“Why?” He murmured feebly, His head sinking on my shoulder.

“Because I say it!” I answered in the same low voice; and with that I held Him from me and began to untie the cloths. When He was free, I drew myself apart and unsheathed my old sword, leaving the belt and scabbard lying on the snow by one of the wolves. Now I went up and whispered to the trembling figure again, “You shall fight!” I whispered, still in a low voice.

“I will not fight!” He said.

“You will fight for your honour!”

“I will not fight!” He replied.

“You will fight for your name.”

“I will not fight,” He said once again.

Then I stopped for a moment. Then I went up to Him slowly, and whispering to Him, “I was the husband of Elsa, and you broke my life when you were young, and now that you are old and I am dead, I shall kill you here where the wolves stand”; and with that, lightly, that I might not strike Him down, I hit Him on the cheek.

For an instant He stared at me, one side of His face white as the other grew crimson, and His old eyes flashed for a moment, and His shoulders squared themselves; but His arms, after one quick motion, hung still at His sides, and I heard Him murmur again, “I will not fight!” Then a wrath seized me, and swinging my sword on high I stepped slowly towards Him and let my point drop back slowly over my shoulder till it hung down to the snow, then wheeling suddenly and bringing it forward with a shortening of the arms and a yell that echoed through the empty forest, I hit Him with the rusty blade where the neck branches to go to the shoulder, and my blade travelled till it struck the hip-bone on the other side. Then with my foot on His waist, I drew my sword out and wiped it on the snow; wiping it many times till it was quite clean, then picking up the sheath and buckling the belt around me, I covered my sword and passed between two of the wolves and up the hill, and away to where the horse was tied. The moon fell down straight into the valley, and as I rode back again the way I had come under the dark trees and past the glittering hill-tops, I heard behind me melancholy howling coming from the place where the wolves danced.

This is all of my tale, except that I stabled the horse before dawn at the farmer’s, and gave him food and drink, and then walked by the sea road as the dawn broke.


What to produce: Here the job is to print all of the entries below verbatim and leave out any picture.

[Data about app and page elements]
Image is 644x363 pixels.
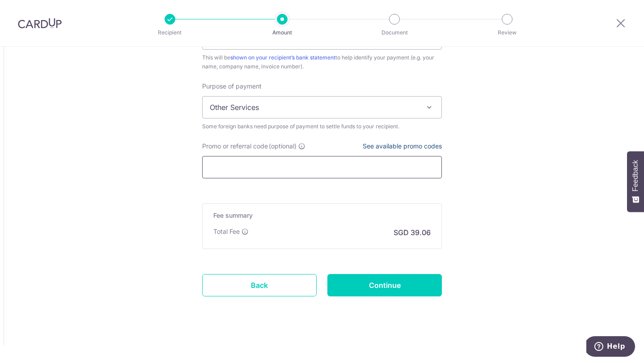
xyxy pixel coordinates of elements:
[202,122,442,131] div: Some foreign banks need purpose of payment to settle funds to your recipient.
[230,54,336,61] a: shown on your recipient’s bank statement
[363,142,442,150] a: See available promo codes
[202,274,317,296] a: Back
[202,96,442,118] span: Other Services
[394,227,431,238] p: SGD 39.06
[327,274,442,296] input: Continue
[203,97,441,118] span: Other Services
[213,227,239,236] p: Total Fee
[202,53,442,71] div: This will be to help identify your payment (e.g. your name, company name, invoice number).
[627,151,644,212] button: Feedback - Show survey
[631,160,640,191] span: Feedback
[213,211,431,220] h5: Fee summary
[362,28,428,37] p: Document
[202,141,268,150] span: Promo or referral code
[202,82,262,91] label: Purpose of payment
[269,141,296,150] span: (optional)
[587,336,635,358] iframe: Opens a widget where you can find more information
[249,28,315,37] p: Amount
[137,28,203,37] p: Recipient
[18,18,62,28] img: CardUp
[474,28,541,37] p: Review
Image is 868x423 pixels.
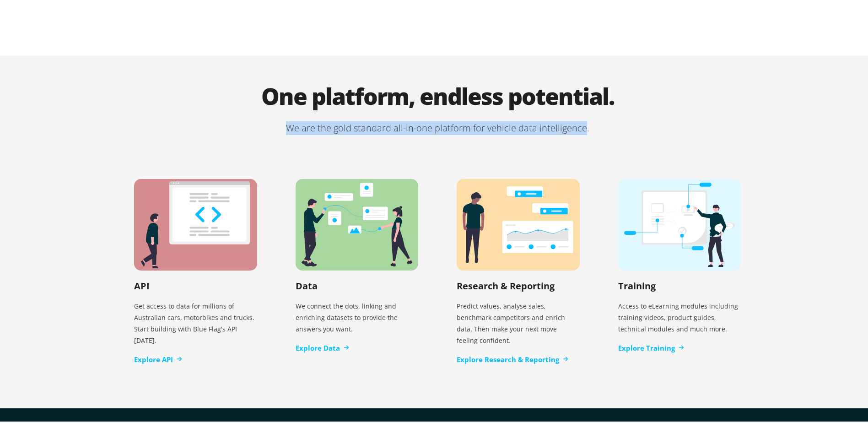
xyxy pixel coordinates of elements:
p: Access to eLearning modules including training videos, product guides, technical modules and much... [618,295,741,337]
h2: Research & Reporting [456,278,554,290]
a: Explore Training [618,341,684,352]
h1: One platform, endless potential. [115,83,760,119]
h2: API [134,278,150,290]
a: Explore Data [296,341,349,352]
p: Get access to data for millions of Australian cars, motorbikes and trucks. Start building with Bl... [134,295,257,348]
h2: Data [296,278,318,290]
h2: Training [618,278,656,290]
p: We connect the dots, linking and enriching datasets to provide the answers you want. [296,295,419,337]
a: Explore API [134,353,182,363]
a: Explore Research & Reporting [456,353,568,363]
p: We are the gold standard all-in-one platform for vehicle data intelligence. [115,119,760,133]
p: Predict values, analyse sales, benchmark competitors and enrich data. Then make your next move fe... [456,295,579,348]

Expected output:
Image is 644x363 pixels.
xyxy pixel coordinates of elements:
[202,122,442,131] div: Some foreign banks need purpose of payment to settle funds to your recipient.
[230,54,336,61] a: shown on your recipient’s bank statement
[363,142,442,150] a: See available promo codes
[202,274,317,296] a: Back
[202,96,442,118] span: Other Services
[394,227,431,238] p: SGD 39.06
[327,274,442,296] input: Continue
[203,97,441,118] span: Other Services
[213,227,239,236] p: Total Fee
[202,53,442,71] div: This will be to help identify your payment (e.g. your name, company name, invoice number).
[627,151,644,212] button: Feedback - Show survey
[631,160,640,191] span: Feedback
[213,211,431,220] h5: Fee summary
[362,28,428,37] p: Document
[202,141,268,150] span: Promo or referral code
[202,82,262,91] label: Purpose of payment
[269,141,296,150] span: (optional)
[587,336,635,358] iframe: Opens a widget where you can find more information
[249,28,315,37] p: Amount
[137,28,203,37] p: Recipient
[18,18,62,28] img: CardUp
[474,28,541,37] p: Review
Image is 868x423 pixels.
xyxy pixel coordinates of elements:
p: Access to eLearning modules including training videos, product guides, technical modules and much... [618,295,741,337]
h2: Research & Reporting [456,278,554,290]
a: Explore Training [618,341,684,352]
h1: One platform, endless potential. [115,83,760,119]
h2: API [134,278,150,290]
a: Explore Data [296,341,349,352]
p: Get access to data for millions of Australian cars, motorbikes and trucks. Start building with Bl... [134,295,257,348]
h2: Data [296,278,318,290]
h2: Training [618,278,656,290]
p: We connect the dots, linking and enriching datasets to provide the answers you want. [296,295,419,337]
a: Explore API [134,353,182,363]
a: Explore Research & Reporting [456,353,568,363]
p: We are the gold standard all-in-one platform for vehicle data intelligence. [115,119,760,133]
p: Predict values, analyse sales, benchmark competitors and enrich data. Then make your next move fe... [456,295,579,348]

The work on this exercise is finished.